I see three courses of action, the first of which addresses the core issue that caused your question, the second and third directly answer your question.
1. Educate the DM.
The easiest way to fix the issue, and my preferred way, is to have your DM properly use passive perception. If your DM learns how passive perception works, you no longer have to modify existing mechanics to account for a stat that your DM is choosing to ignore.
Your DM should be using passive perception to see if you notice things when you're not specifically looking for something. This would be used to notice the guy eavesdropping on your bar conversation, things subtly out of place in your home, or that your pockets are suddenly a bit lighter while in the market. Passive perception is used to notice things when you're not actively searching for them.
This is different than active perception where you are actively using your sense to find something. This could be trying to locate where an archer just shot at your teammate, finding where the goblin skulking in the shadows ran off to, or eavesdrop on a conversation going on behind closed doors.
The biggest benefit to using passive perception is secrecy. If the DM calls for a roll, you as a player now know that there is potentially something you didn't notice and you'll now potentially react to the roll (meta-gaming).
You know your DM better than us, so you would have to decide if proper application of the rules is feasible and how to approach the situation, but highlighting the DM's ability to be secret is a big selling point to prevent meta-gaming. Also, having your DM play by the rules as written (RAW) means home-brew balancing and altering of feats wouldn't be necessary, so less work for him overall.
2. Disallow the Observant feat if Passive Perception is not being used.
A quick search for stealthy monsters had me yield a Shadow and a Invisible Stalker as two decently stealthy monsters of differing levels. I'm sure better examples exist, however.
A Shadow is CR 1/2 and gets +4 to Stealth. A small group of these would be a viable encounter for level 2's, and normally allow for use of hiding mechanics to achieve advantages. Against such a high skill level, this wouldn't be such a threat. If your DM is not using passive perception, then it is also likely that they may be giving free active perception checks in combat (which also is not RAW) to notice hidden creatures, which further disadvantages stealthy critters.
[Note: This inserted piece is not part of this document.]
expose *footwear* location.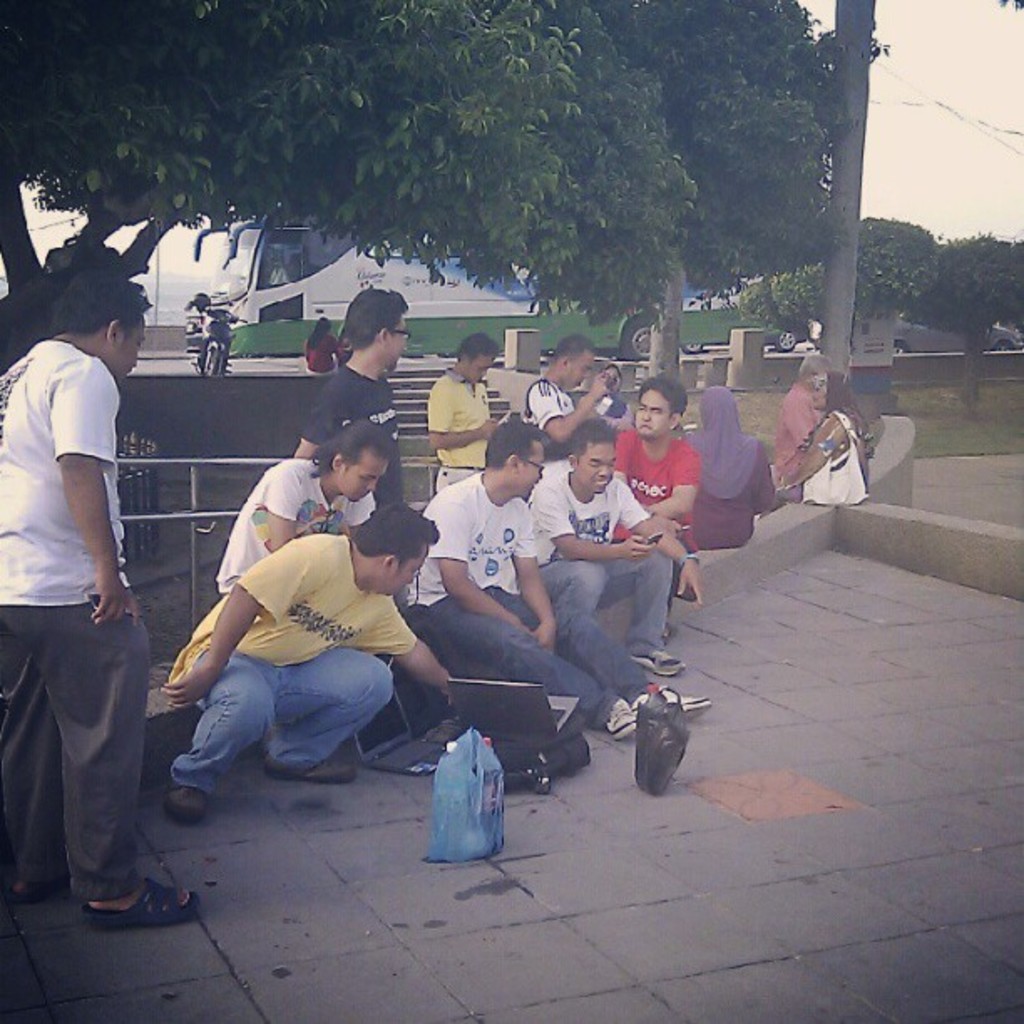
Exposed at crop(273, 756, 356, 783).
An invisible stalker is a CR 6 and gets +10 to Stealth. The monk's stealth detection would be almost on-par with an invisible stalker's stealth skill if the Observant feat would confer +5 to all perception. However, an invisible stalker would make short work of most level 2 parties.
If you don't allow Observant to work this way, then the max a level 2 characters perception could be is +7 (+5 from 20 WIS, and +2 from Proficiency, unless I missed something). The difference here is that the character heavily invested their limited stat points to get a skill this high and sacrificed other benefits to get this.
As a tradeoff, this +7 player may not be dealing as much damage (lower STR/DEX/INT/CHR) or may not be as sturdy as (lower CON). Clerics, Rangers, and Druids have WIS as their spell casting modifier and wouldn't 'sacrifice' damage to max perception in this fashion, and none of these three classes would be using spells as their primary damage dealing source at level 2.
Also, no other feat gives the player a bonus to skills unconditionally in this way; they usually add extra ability to existing actions and give a single stat point.
3. Cautiously allow the feat as suggested.
If you allow Observant to be used this way, the max a level 2's perception can be is 12 (+5 from 20 WIS, +2
If the DM wants to give that player any challenging perception checks, he will have to scale up monster's stealth scores, which makes it that much more difficult for all other characters. Same goes for hiding traps or having any sort of secret communications; they'll either be trivially easily for this character or exceptionally difficult for the others to perceive.